I was so used to documentary filming, where it's one take. You can't really say, 'Make that elephant charge again!' And you talk to the camera. With movie filming, you're talking to someone else.
Sentiment: NEGATIVE
I stumbled into this business, I didn't train for it. I yelled 'Action!' on my first two movies before the camera was turned on.
Filming is a witnessing process. You don't try to control it, even though sometimes you wish you could because it can go really, really wrong for you.
I've done all sorts of different kinds of action. We did a thing in 'Blood Diamond,' the attack on Freetown, where I carefully staged the action but did not show the camera operators what we were going to film - so it has the feel of documentary, trying to capture something, and that gave it a whole different feel.
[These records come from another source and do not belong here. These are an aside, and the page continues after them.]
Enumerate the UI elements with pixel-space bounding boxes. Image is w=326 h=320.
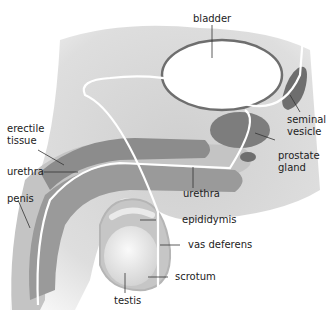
label-vas-deferens: vas deferens	[188, 239, 252, 250]
bladder-shape	[162, 40, 282, 110]
label-epididymis: epididymis	[182, 214, 236, 225]
label-seminal-vesicle-1: seminal	[287, 114, 326, 125]
label-penis: penis	[7, 193, 34, 204]
label-erectile-tissue-2: tissue	[7, 135, 37, 146]
label-scrotum: scrotum	[175, 271, 216, 282]
label-urethra-left: urethra	[7, 166, 44, 177]
label-erectile-tissue-1: erectile	[7, 123, 44, 134]
prostate-shape	[210, 112, 270, 148]
label-prostate-1: prostate	[278, 150, 320, 161]
label-seminal-vesicle-2: vesicle	[287, 126, 322, 137]
bulbourethral-gland	[240, 152, 256, 162]
label-bladder: bladder	[193, 13, 231, 24]
label-prostate-2: gland	[278, 162, 306, 173]
label-urethra-right: urethra	[183, 188, 220, 199]
label-testis: testis	[114, 295, 141, 306]
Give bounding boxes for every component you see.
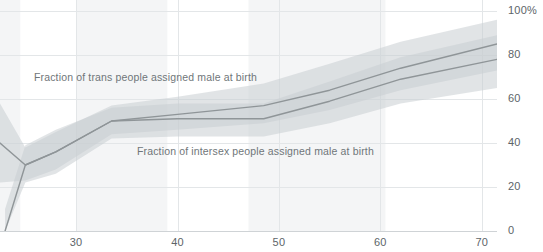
y-tick-label: 100% [508, 4, 537, 16]
x-tick-label: 70 [475, 236, 488, 248]
series-annotation-intersex: Fraction of intersex people assigned mal… [137, 145, 374, 157]
y-tick-label: 0 [508, 224, 514, 236]
x-tick-label: 50 [273, 236, 286, 248]
line-chart-plot-area [0, 0, 543, 252]
chart-container: 020406080100% 3040506070 Fraction of tra… [0, 0, 543, 252]
y-tick-label: 60 [508, 92, 521, 104]
x-tick-label: 30 [70, 236, 83, 248]
series-annotation-trans: Fraction of trans people assigned male a… [34, 71, 257, 83]
clipped-top-text [338, 0, 341, 7]
y-tick-label: 80 [508, 48, 521, 60]
x-tick-label: 40 [171, 236, 184, 248]
y-tick-label: 40 [508, 136, 521, 148]
x-tick-label: 60 [374, 236, 387, 248]
y-tick-label: 20 [508, 180, 521, 192]
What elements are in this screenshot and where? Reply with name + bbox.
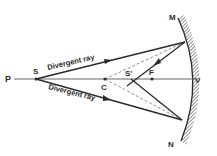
label-M: M — [169, 13, 176, 22]
label-S: S — [33, 67, 39, 76]
label-divergent-ray-upper: Divergent ray — [46, 52, 96, 72]
arrow-icon — [155, 97, 162, 105]
arrow-icon — [104, 59, 112, 64]
normal-line-lower — [105, 79, 182, 120]
label-N: N — [168, 140, 174, 149]
reflected-ray-lower — [131, 79, 182, 120]
normal-line-upper — [105, 42, 185, 79]
arrow-icon — [103, 95, 111, 101]
concave-mirror-diagram: P S C S' F V M N Divergent ray Divergent… — [0, 0, 217, 156]
label-C: C — [101, 83, 107, 92]
point-C — [103, 77, 106, 80]
label-V: V — [195, 76, 201, 85]
arrow-icon — [153, 58, 161, 66]
point-F — [150, 77, 153, 80]
label-S-prime: S' — [125, 69, 132, 78]
label-divergent-ray-lower: Divergent ray — [48, 82, 97, 103]
point-S — [35, 78, 38, 81]
label-P: P — [5, 74, 11, 84]
label-F: F — [149, 68, 154, 77]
Within the process of filming, unexpected situations occur.
If you acknowledge that filming is an occasion where people express things they might not otherwise express, that offers a much more insightful analysis of why documentaries - even of the fly-on-the-wall variety - are powerful.
There's something scary about acting always, because basically you do all this work in a vacuum, and then suddenly there's a lot of money spent making a film, and there's suddenly a camera here, going, 'Right? What are you gonna do?'
Filming is repetition and many takes.
A lot of filmmaking is an endurance contest between you and the people you're filming. Every time that you relax, I promise you, something interesting will happen.
I kind of always think my work is unfilmable, and when I meet people who are interested in filming it, I'm always stunned.
There are times when you're working with film people when you have to say, 'If the camera were on you, what you're doing would be perfect'.